Mrs. Pirtle was a widow; I think her husband Sam had died in a mill accident. Mom sent me to the F-F-C one afternoon to pick up a chicken she’d ordered — freshly killed, de-feathered and still warm, the freshest fowl in town. Mrs Pirtle’s chickens had flavor, too, probably because they enjoyed free range in the yard; they’d “scratched.” The same was true for eggs. There may have been an ordinance prohibiting livestock in city limits; but if there were, everyone looked the other way.

I liked Mrs Pirtle instantly. She had a large grandmotherly frame with, as they say, “ample bosom” and a knowing smile I’d only seen on my great-grandmother, except Mrs Pirtle was Black, complected like the tobacco in her ever-present corncob pipe.

During one of my regular visits to the F-F-C, I asked what those letters meant. “Full Faith and Credit,” she replied, “just like the U.S. government,” which meant, I learned, that very little cash changed hands. Bartering was common and she often waited until payday for folks to settle up. She was a living ledger, recalling accounts to the penny, and people knew better than short change her or contest her reckoning; a couple of her brawnier patrons saw to that.
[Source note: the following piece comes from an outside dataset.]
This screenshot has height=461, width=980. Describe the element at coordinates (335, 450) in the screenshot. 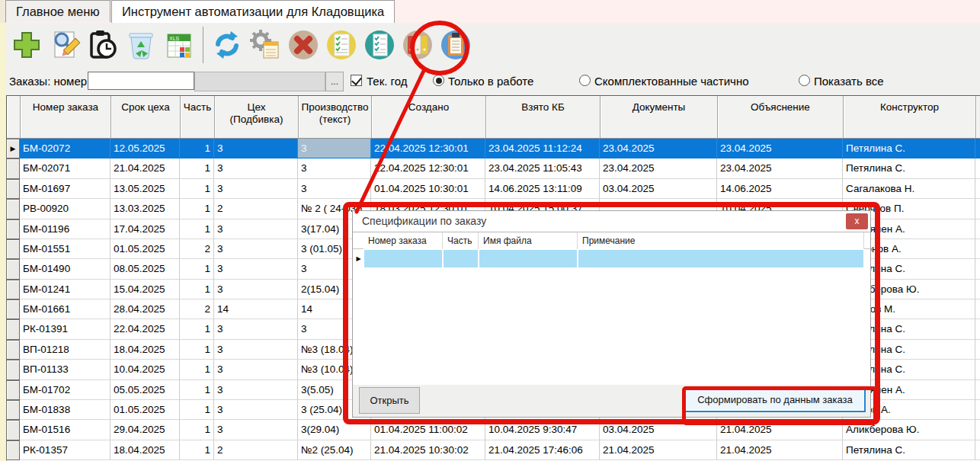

In the fall of ’54, Mrs Pirtle got news that her sister Reba had taken ill somewhere in southern Missouri. She left for a week or ten days with no one in charge, yet customers came and went; shelves were stocked; accounts kept on a yellow lined pad by the till. Pearl, her dog, was pregnant at the time, so I was asked to stop in now and then and keep an eye on her. Sure enough, the day before Ms Pirtle returned on the Trailways bus, Pearl birthed five healthy pups. And the payment for my midwifery? She surprised me with one of them, who I promptly named Frank, for reasons I can’t now recall.

Fern Pirtle closed the store in 1973 but she still kept chickens. And the cabbages were bigger than ever — perhaps because the “fertilizer” was of questionable origin.